Ballet at the Quarry


(from Annie’s pen.) What a great night we had. It started in Mundaring where the bus was waiting for us. We made a quick stop at a new pickup point in Glen Forrest where Rosemary and Deirdre climbed aboard and off we went to the Quarry Amphitheatre. There was a buzz of anticipation in the air when we arrived, the evening perfect and balmy. As we tucked into our respective picnics, we were able to watch the dancers perform their warmup routines. Such precious memories of bygone days when we could move our bodies with the flexibility (almost!) of those youthful and athletic young dancers.
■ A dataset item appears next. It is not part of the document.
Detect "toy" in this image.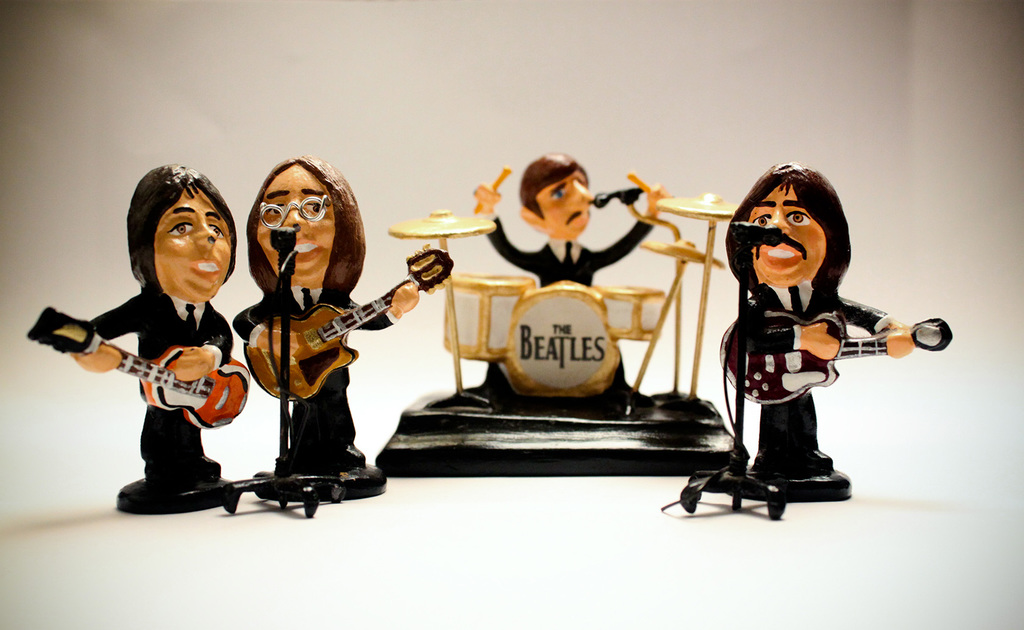
Detection: {"x1": 685, "y1": 163, "x2": 936, "y2": 510}.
The evening’s performance by dancers of the West Australian Ballet, with WA’s flagship contemporary dance company, Co3 Australia, was named ‘InSynch’. There was not a tutu in sight, and it was obvious from the opening scene that this was not your run-ofthe-mill Swan Lake. The first of four presentations – X-it – involved the combination of stage and screen and it was really tricky to discern whether the dancers were on the screen (previously filmed) or on the stage as they ‘moved’ from one to the other. The backdrop on the screen was Fremantle Prison where the dancers were filmed months before. The timing involved for them to create the impression of moving from screen to stage to screen was impeccable and, even if we had no idea what was going on, it was incredibly impressive! The second presentation, ‘The Sofa’, was a welcome light relief from the preceding piece. There was lots of laugh-out-loud moments as the dancers skilfully depicted the age-old ‘dance’ we’ve all negotiated – that of the gentle (or not so gentle) art of seduction on a cosy sofa. The third set involved the audience choosing (via their mobile phones) one of four pieces of music, to which the dancers improvised their dance - with a few metal benches set about the stage, the dancers moved and danced about the stage, alone, in pairs, forming into random groups. Hard to imagine they hadn’t rehearsed it all first but, according to the blurb, they made it up as they went along and had no idea which music would be played until minutes before the performance. The final piece was Reincarnation. It was pretty confusing. Dancers were ‘dying’ in the presence of the devil (a brilliant dancer, Polly Hilton), only to be resurrected later. It was somewhat long but still entertaining and offered the spectacle that we have come to expect from the opening of the Season at the fantastic Quarry Amphitheatre.